How to Write a Lot, by Paul J. Silvia, is an ironically short book - but that makes it a fairly approachable book to read.
Published as part of the APA LifeTools series, the book is a self-help-type tome written for graduate students and academics who are struggling to find the time to write journal articles and grant applications.
The book is aimed at academics, and specifically targets people looking to publish academic writing in Psychology - but the advice it offers is general enough to be applicable to all aspiring writers.
Silvia's central argument is that prolific writers never *find* the time to write. Prolific writers make a point of *scheduling* time to write, and then stick to their schedules. He maintains that having regularly scheduled writing time (and clear goals concerning how that time is to be used) is key to building writing as a productive habit, rather than a binge act.
Silvia goes on to outline a number of "Specious Barriers" that people use as excuses to avoid writing according to a schedule, such as writer's block or having a sub-optimal writing environment. Prolific writers must make it a habit, and decide to write even when they could find excuses to avoid it. Importantly, they must not allow themselves to be dictated to by "inspiration" (or lack thereof).
He also offers advice on how to stay motivated, how to monitor your progress and how to write with others.
The subject of the book is tackled throughout with a sense of humour, as the following extract illustrates:
Published as part of the APA LifeTools series, the book is a self-help-type tome written for graduate students and academics who are struggling to find the time to write journal articles and grant applications.
The book is aimed at academics, and specifically targets people looking to publish academic writing in Psychology - but the advice it offers is general enough to be applicable to all aspiring writers.
Silvia's central argument is that prolific writers never *find* the time to write. Prolific writers make a point of *scheduling* time to write, and then stick to their schedules. He maintains that having regularly scheduled writing time (and clear goals concerning how that time is to be used) is key to building writing as a productive habit, rather than a binge act.
Silvia goes on to outline a number of "Specious Barriers" that people use as excuses to avoid writing according to a schedule, such as writer's block or having a sub-optimal writing environment. Prolific writers must make it a habit, and decide to write even when they could find excuses to avoid it. Importantly, they must not allow themselves to be dictated to by "inspiration" (or lack thereof).
He also offers advice on how to stay motivated, how to monitor your progress and how to write with others.

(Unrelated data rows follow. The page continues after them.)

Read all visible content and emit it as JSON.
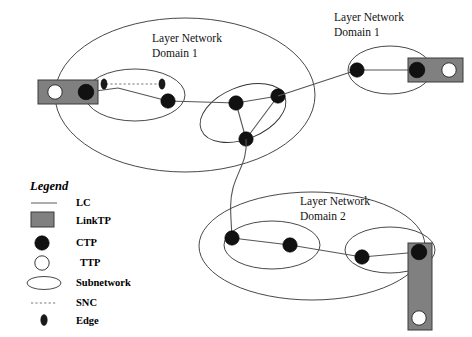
{
  "figure": {
    "type": "network-topology-diagram",
    "background_color": "#ffffff"
  },
  "colors": {
    "linktp_fill": "#808080",
    "ctp_fill": "#111111",
    "ttp_fill": "#ffffff",
    "line": "#555555",
    "ellipse_stroke": "#333333",
    "snc_stroke": "#777777"
  },
  "domains": [
    {
      "id": "domain-1-left",
      "label_line1": "Layer Network",
      "label_line2": "Domain 1"
    },
    {
      "id": "domain-1-right",
      "label_line1": "Layer Network",
      "label_line2": "Domain 1"
    },
    {
      "id": "domain-2-bottom",
      "label_line1": "Layer Network",
      "label_line2": "Domain 2"
    }
  ],
  "legend": {
    "title": "Legend",
    "items": [
      {
        "symbol": "line-swatch",
        "label": "LC"
      },
      {
        "symbol": "rect-swatch",
        "label": "LinkTP"
      },
      {
        "symbol": "filled-circle-swatch",
        "label": "CTP"
      },
      {
        "symbol": "open-circle-swatch",
        "label": "TTP"
      },
      {
        "symbol": "ellipse-swatch",
        "label": "Subnetwork"
      },
      {
        "symbol": "dashed-line-swatch",
        "label": "SNC"
      },
      {
        "symbol": "edge-diamond-swatch",
        "label": "Edge"
      }
    ]
  },
  "nodes": {
    "ctp_count": 11,
    "ttp_count": 3,
    "linktp_count": 3,
    "edge_count": 2,
    "snc_count": 1,
    "subnetwork_count": 8
  }
}
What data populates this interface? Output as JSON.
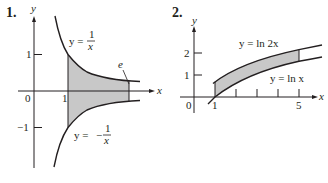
{
  "figures": [
    {
      "number": "1.",
      "axis_x": "x",
      "axis_y": "y",
      "origin": "0",
      "ticks_x": [
        "1"
      ],
      "ticks_y": [
        "1",
        "−1"
      ],
      "curves": [
        {
          "label_lhs": "y =",
          "label_num": "1",
          "label_den": "x",
          "sign": ""
        },
        {
          "label_lhs": "y =",
          "label_num": "1",
          "label_den": "x",
          "sign": "−"
        }
      ],
      "annotation": "e",
      "shaded_region": "between y=1/x and y=-1/x from x=1 to x=e"
    },
    {
      "number": "2.",
      "axis_x": "x",
      "axis_y": "y",
      "origin": "0",
      "ticks_x": [
        "1",
        "5"
      ],
      "ticks_y": [
        "2",
        "1"
      ],
      "curves": [
        {
          "label": "y = ln 2x"
        },
        {
          "label": "y = ln x"
        }
      ],
      "shaded_region": "between y=ln 2x and y=ln x from x=1 to x=5"
    }
  ],
  "colors": {
    "ink": "#231f20",
    "shade": "#c8c8c8"
  }
}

The subject of the book is tackled throughout with a sense of humour, as the following extract illustrates:
I love writer's block. I love it for the same reasons I love tree spirits and talking woodland creatures - they're charming and they don't exist. When people tell me they have writer's block, I ask, "What on earth are you trying to write?" Academic writers cannot get writer's block ... The subtlety of your analysis of variance will not move readers to tears, although the tediousness of it might. People will not photocopy your reference list and pass it out to friends whom they wish to inspire. Novelists and poets are the landscape artists and portrait painters; academic writers are the people with big paint sprayers who repaint your basement.Several chapters of the book are dedicated to specific advice for writing journal articles or books in Psychological Sciences, and these chapters do feel a bit like padding designed to flesh out a book that really makes its point within the first four chapters, but Silver's little guide is a good read for anyone (early career researcher or otherwise) who is struggling with "finding the time" to write.